The recent attack by a captive orca on its trainer at a SeaWorld facility in Orlando, Florida, has again raised questions about our relationship with these top marine predators.
No-one knows what triggered the latest incident, and experts agree that it is almost impossible to determine why the orca, called Tilikum, reacted as it did.
But it does highlight the tensions that occur when we choose to interact closely with these huge animals.
It is also debatable what to do with those orcas, also known as killer whales, that remain in captivity.
“They are highly social animals that tend to live in cohesive groups, so it’s quite an artificial environment to capture them and put them in a small area,” says Dr Andrew Foote, an expert on wild orcas from the University of Aberdeen, UK
“The tragic events are a reminder that orcas are wild, strong and often unpredictable animals,” says Danny Groves, of the Whale and Dolphin Conservation Society (WDCS).
Wild attacks
Reports differ, but there have been up to 24 attacks by captive orcas on people.
Contrary to popular perception, attacks by wild orcas on people have also been recorded, though no-one has been hurt.
Researcher Chris Pierpoint of the Marine Mammal Observer Association was working in Antarctica when he once subjected to a rather sophisticated, planned attack by a group of orcas.
Wild orcas in the region cooperate to hunt by swimming together towards seals resting on ice floes.
As they do so, they create a bow wave that washes the hapless seal from the ice and into the water.
“Chris Pierpoint had that done to him when in a rib in Antarctica,” says Dr Foote, though he wasn’t thrown overboard.
“A famous incidence occurred in the 1960s when a surfer was knocked off his board, but he was fine, the whale didn’t bite.”

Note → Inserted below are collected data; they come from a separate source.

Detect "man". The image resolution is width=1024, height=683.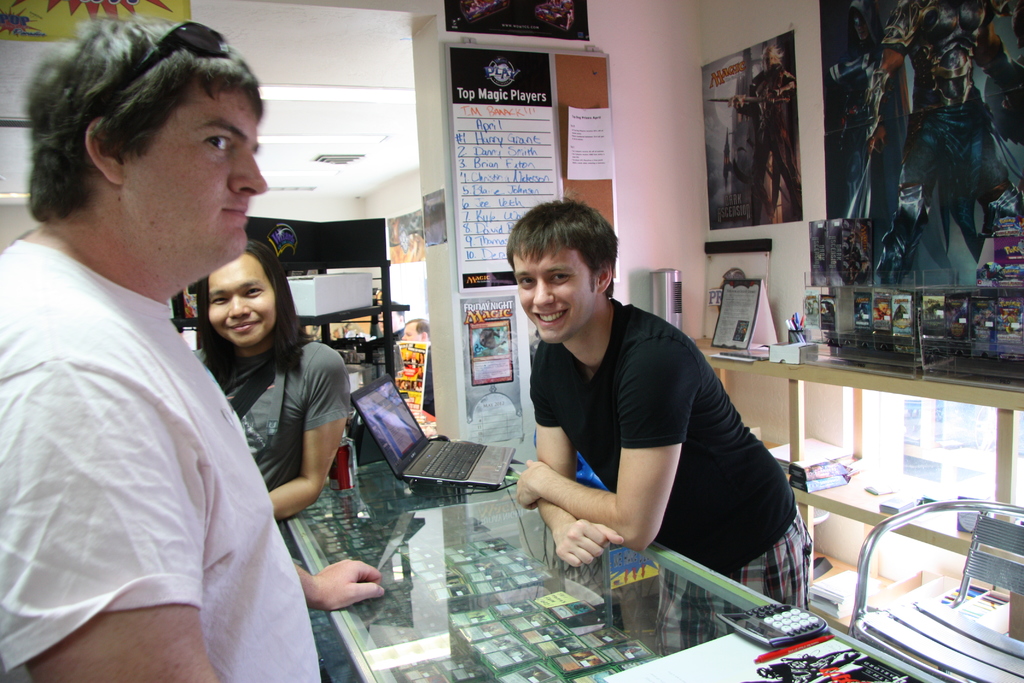
box(0, 35, 319, 664).
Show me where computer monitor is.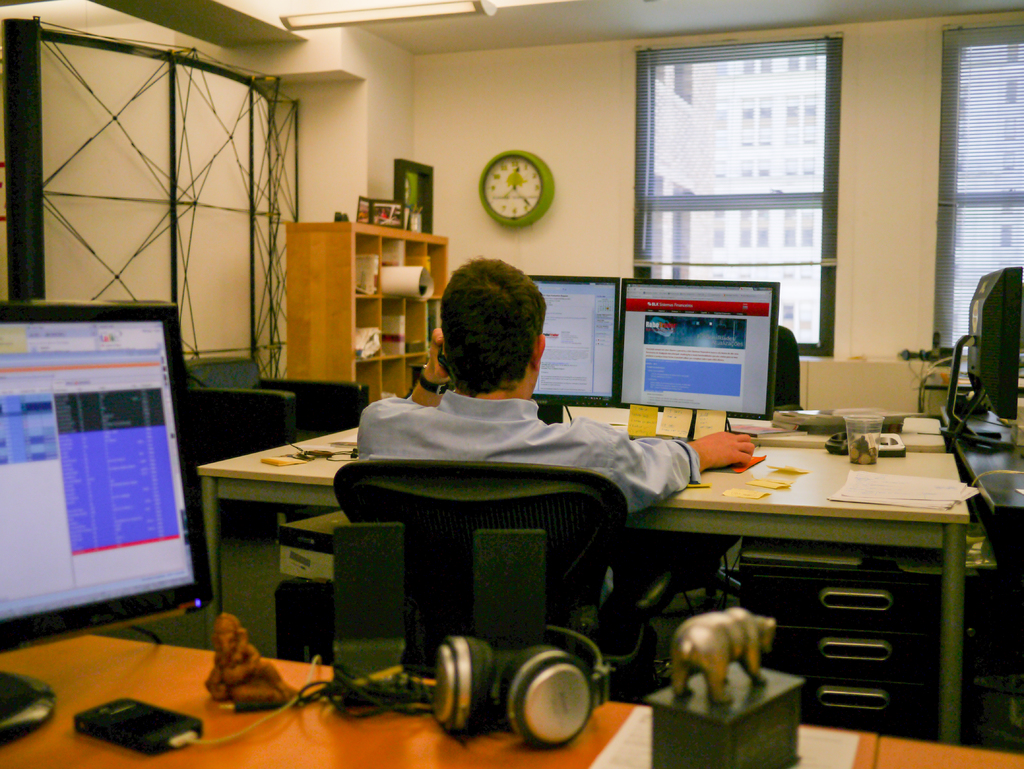
computer monitor is at pyautogui.locateOnScreen(0, 302, 216, 752).
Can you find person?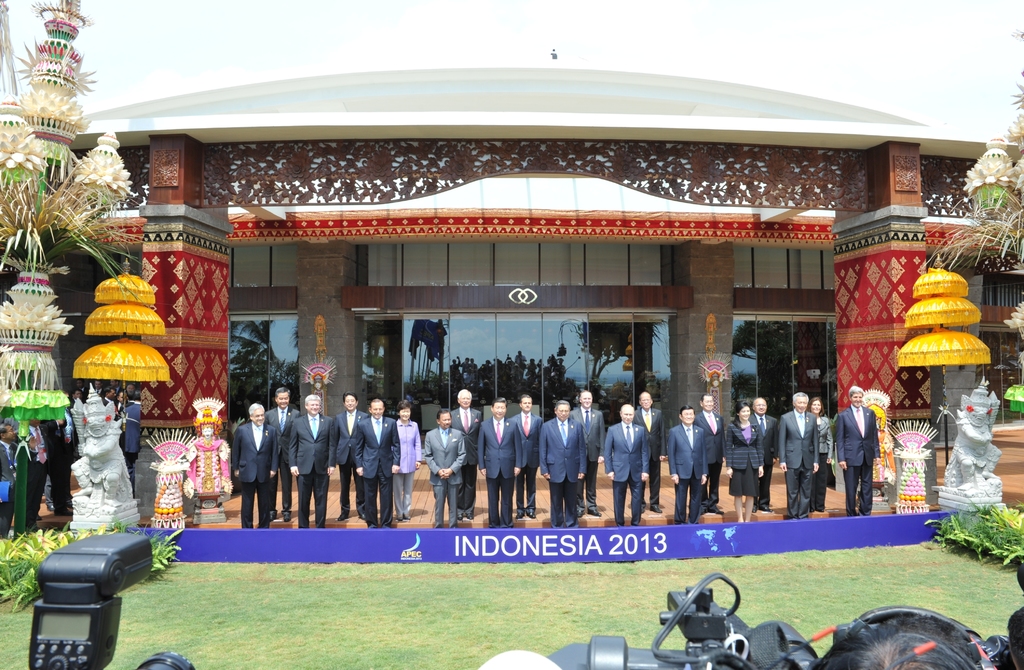
Yes, bounding box: box=[287, 392, 339, 523].
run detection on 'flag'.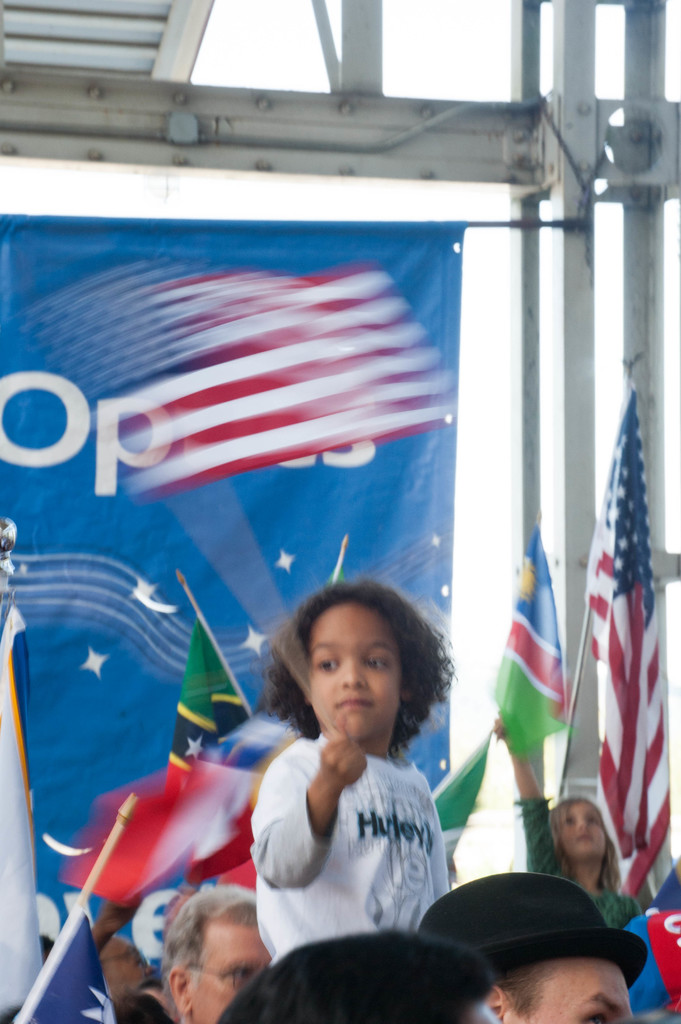
Result: rect(601, 376, 680, 879).
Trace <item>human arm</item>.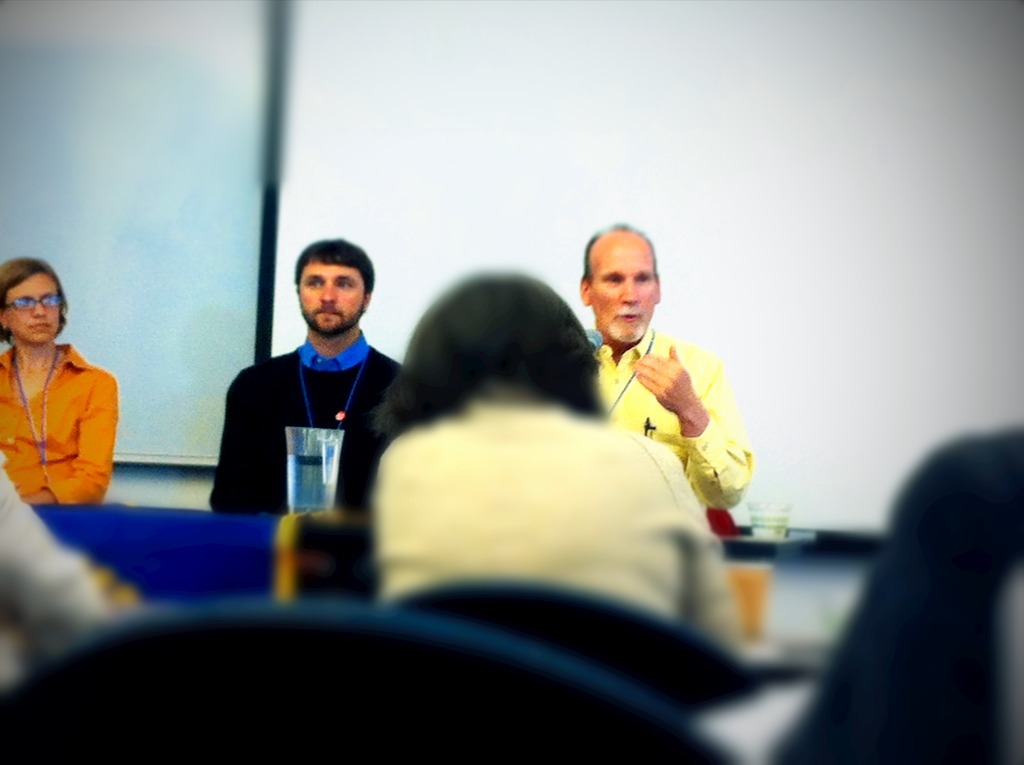
Traced to 671,452,748,643.
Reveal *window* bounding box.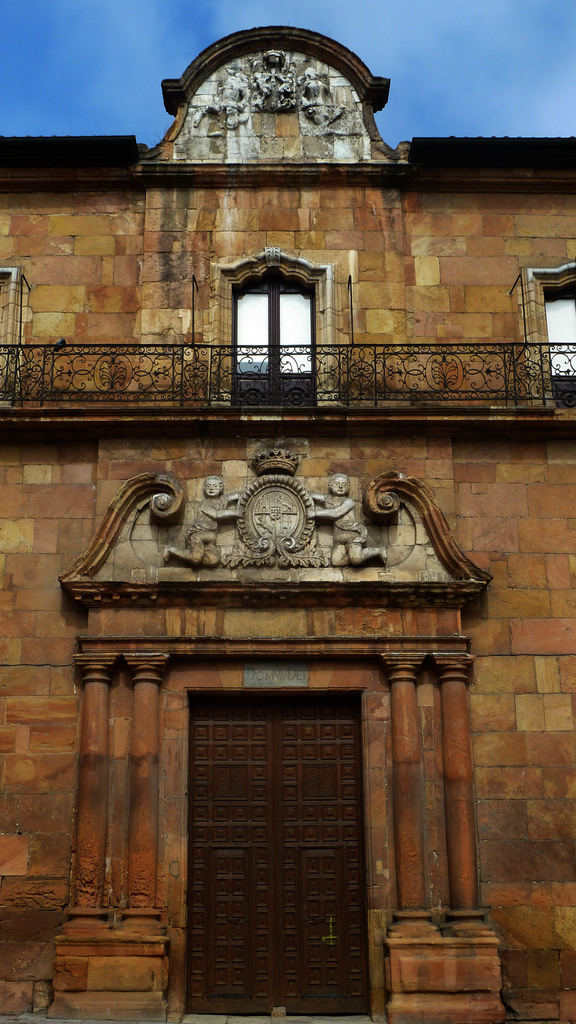
Revealed: 531,275,575,412.
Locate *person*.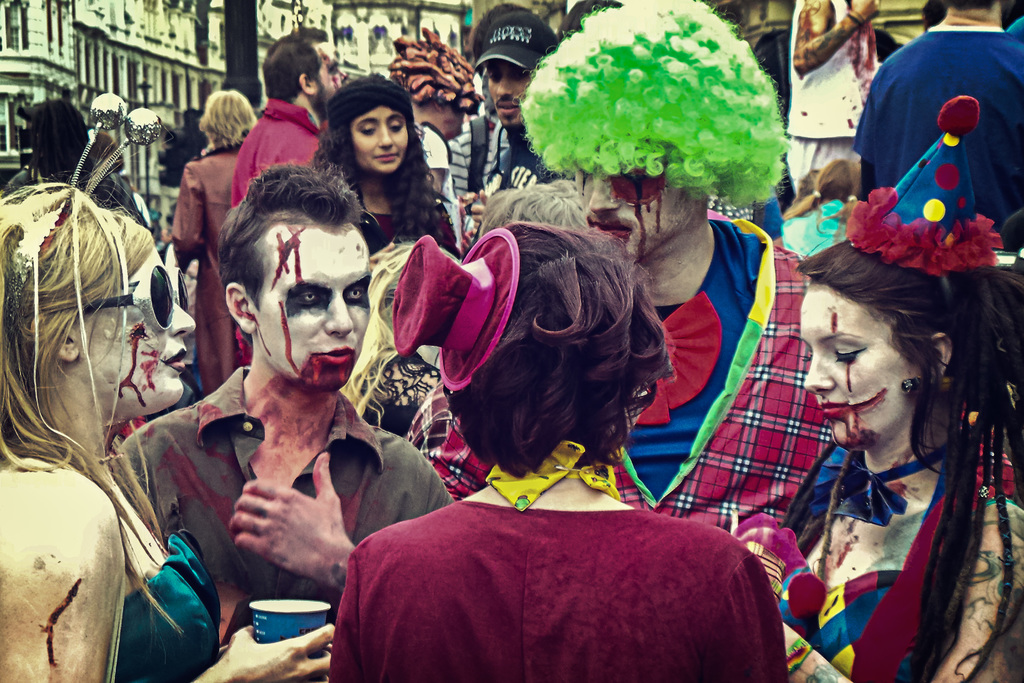
Bounding box: (228, 27, 349, 204).
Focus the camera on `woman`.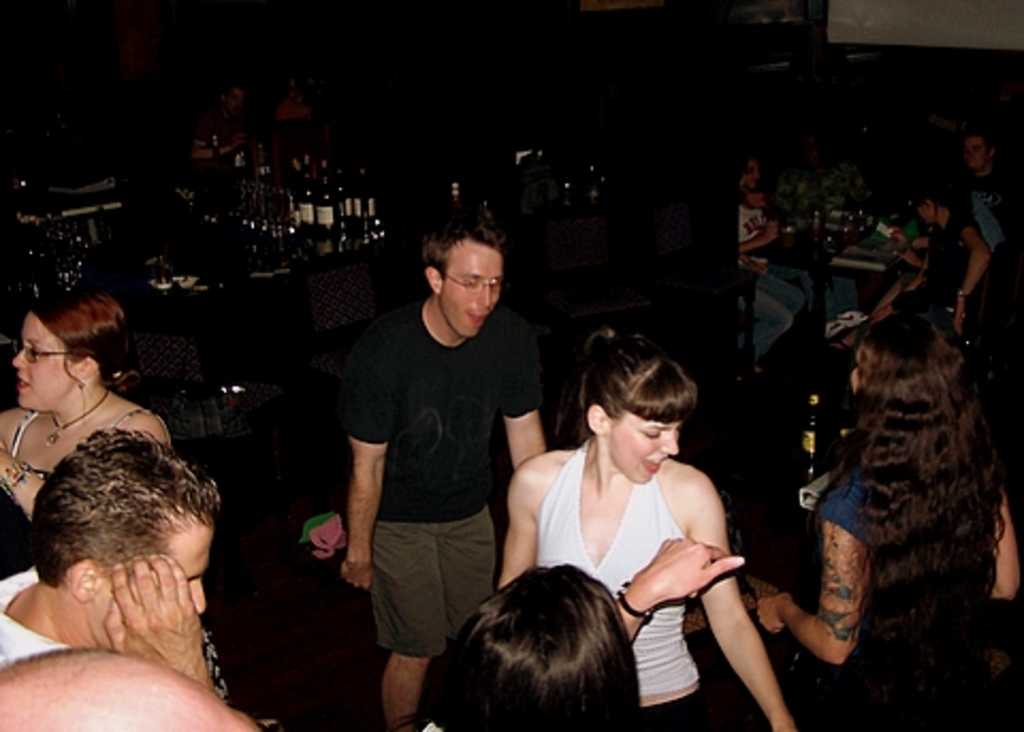
Focus region: (495, 329, 798, 730).
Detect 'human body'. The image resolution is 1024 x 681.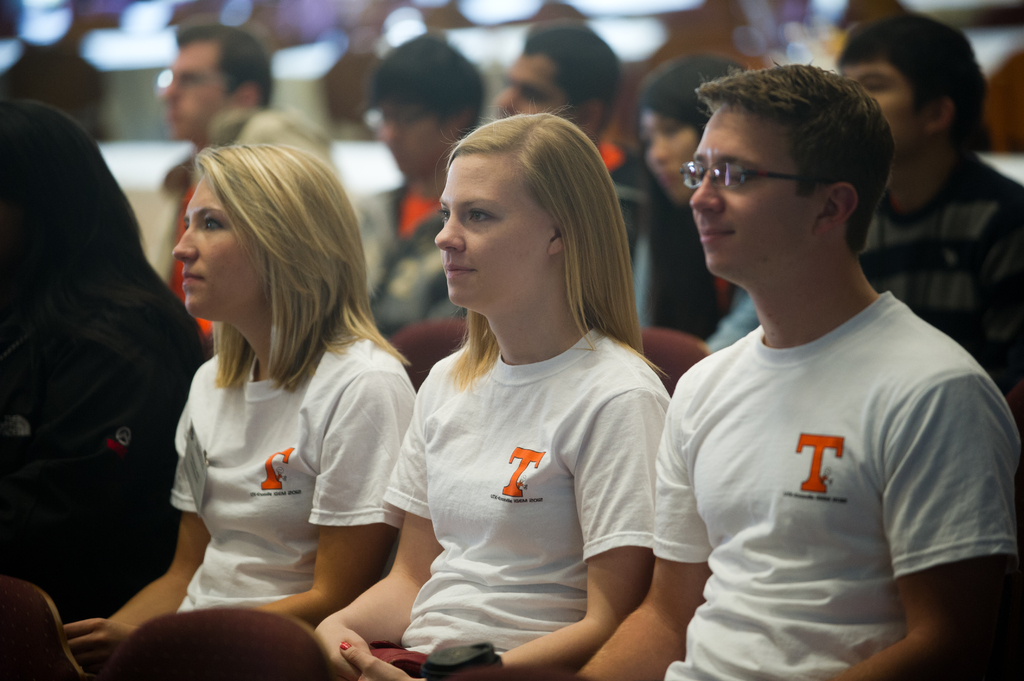
bbox=[657, 60, 1018, 680].
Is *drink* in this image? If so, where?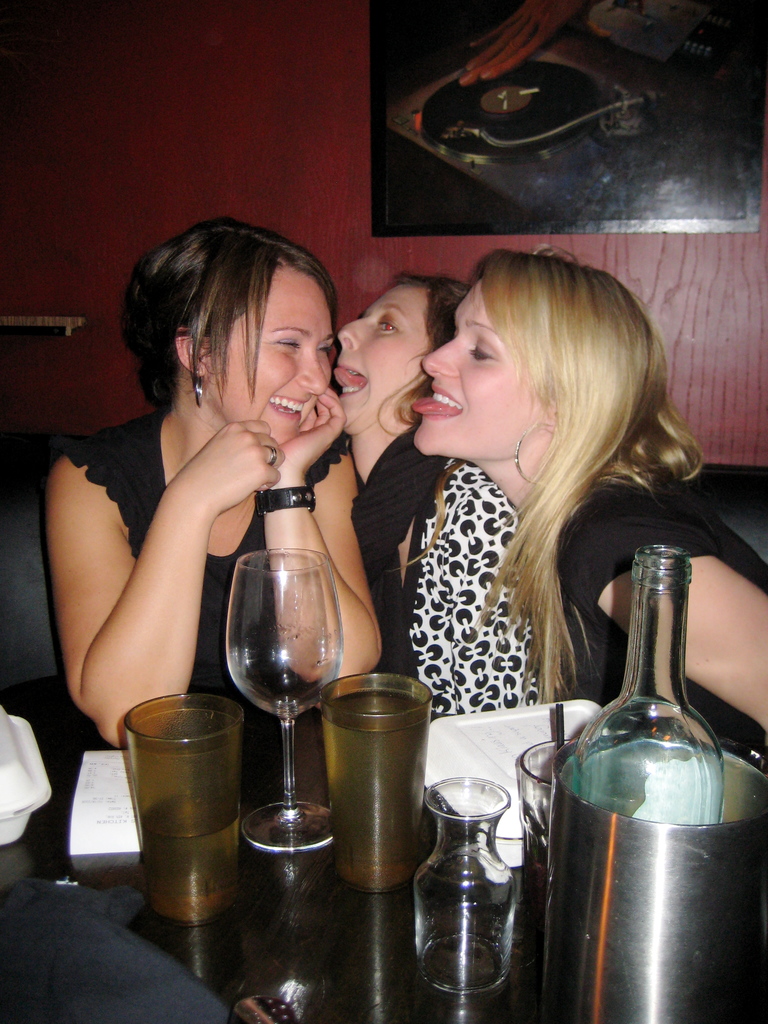
Yes, at 327:687:427:893.
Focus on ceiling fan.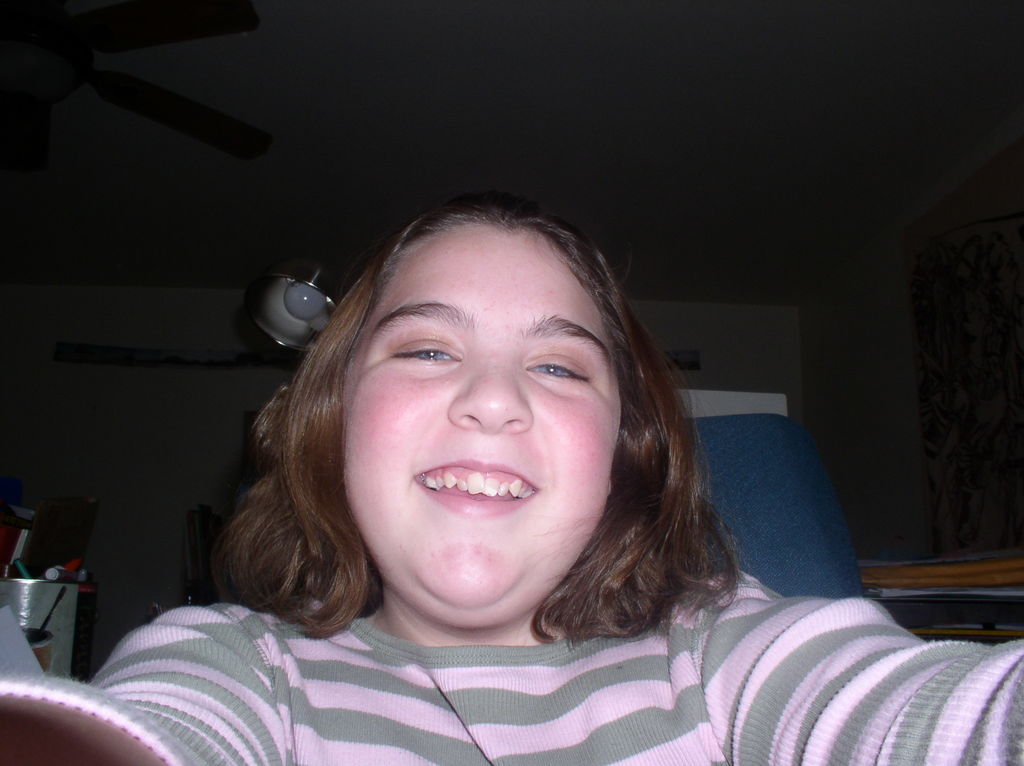
Focused at 0,0,275,159.
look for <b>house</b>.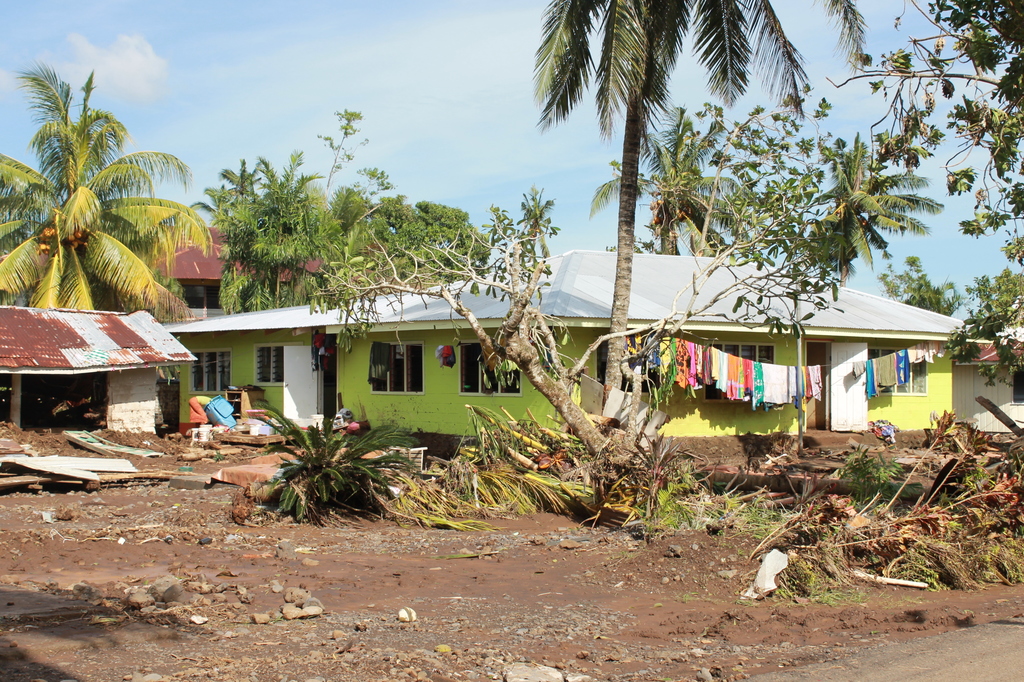
Found: (left=940, top=323, right=1023, bottom=442).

A couple of years ago in Alaska, a child swimming in the sea also described how an orca made a bee-line toward him, before aborting a supposed attack at the last minute.
One idea is that air bubbles in neoprene wetsuits can confuse the echolocation of orcas, so they do not realise that they are approaching a person.
But the scarcity of such attacks underlines the difficulty in pinpointing their cause.
“It’s really isolated incidences. Killer whales live in cold water so they don’t overlap with people much,” says Dr Foote.
Send them home?
What the latest attack by a captive orca reveals is just how little we still know about the animals, in captivity and in the wild.
For example, we are only just glimpsing how intelligent orcas really are and the complexity of their society.
However, few insights come from studying captive whales, though some have helped reveal their acoustic behaviour.
“The science doesn’t justify the captivity. One thing I would hope is that this unfortunate incident might lead to a considered discussion on phasing out these marine parks.”
So what can or should be done with captive orcas?
One option would be to prevent further deaths by restricting trainers from encroaching too close to the poolside.
Another would be to put down any whale considered too dangerous to be kept in captivity.
The final option, and that which on the surface appears the most palatable from an animals rights perspective, is to release those whales still in captivity back into the wild.
The WDCS has repeatedly called for captive whales to be returned, not least because captivity appears to drastically reduce their life expectancy.
But that is not as simple as it sounds.
A study published by US and Danish scientists last year in the journal Marine Mammal Science documents the attempts to return a killer whale named Keiko from captivity back to the ocean.
Captured in 1979 as a near two-year-old calf, Keiko found fame as the star of the 1993 family film Free Willy, after which public pressure grew to release him back to the wild.